Buffalo NAACP: Stop Naming Things After 13th President

BUFFALO (AP) —

Buffalo’s celebration of former President Millard Fillmore as a hometown hero is evident throughout the city and suburbs — in the street, college and hospital that bear his name, in the statue that rises outside City Hall and in the landmark status of the house he built.

That’s enough, says the NAACP.

The Buffalo branch of the nation’s oldest civil rights organization has asked elected officials to deny any future requests to attach the 13th president’s name to places or things, citing his signing of the 1850 Fugitive Slave Act that allowed for the capture and return of runaway slaves.

“We didn’t ask them to destroy anything or remove anything,” Buffalo NAACP President Frank Mesiah said. “Just don’t do anything to enhance his presence … because, from our perspective, he was not a friend.”

Aurora Historical Society Director Robert Goller said Fillmore’s signing of the 1850 act is just one part of his legacy.
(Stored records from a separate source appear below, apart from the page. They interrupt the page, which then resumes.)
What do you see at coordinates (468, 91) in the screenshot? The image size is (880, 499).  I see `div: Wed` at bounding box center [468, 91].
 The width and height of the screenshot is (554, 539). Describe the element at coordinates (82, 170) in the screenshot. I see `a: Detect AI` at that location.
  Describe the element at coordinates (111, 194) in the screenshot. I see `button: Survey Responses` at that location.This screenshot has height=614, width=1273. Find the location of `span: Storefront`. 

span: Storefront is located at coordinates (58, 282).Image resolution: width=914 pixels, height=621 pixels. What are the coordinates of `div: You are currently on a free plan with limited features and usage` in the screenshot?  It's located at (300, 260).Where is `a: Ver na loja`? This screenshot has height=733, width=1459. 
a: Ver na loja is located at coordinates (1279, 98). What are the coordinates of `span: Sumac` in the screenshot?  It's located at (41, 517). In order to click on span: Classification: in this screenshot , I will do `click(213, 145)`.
Fillmore was an abolitionist and just the third president who didn’t own slaves, but he signed the act to try to stave off the Civil War.

“It didn’t work,” Goller said. “The compromise actually just made the North mad because it kept slavery and the South mad because it prevented its spread to California and out West.”

The NAACP’s stance is understandable, Goller said, “but I think all of the accomplishments (Fillmore) made in Buffalo is why there are streets named after him and places named after him. You have to take the person as a whole.”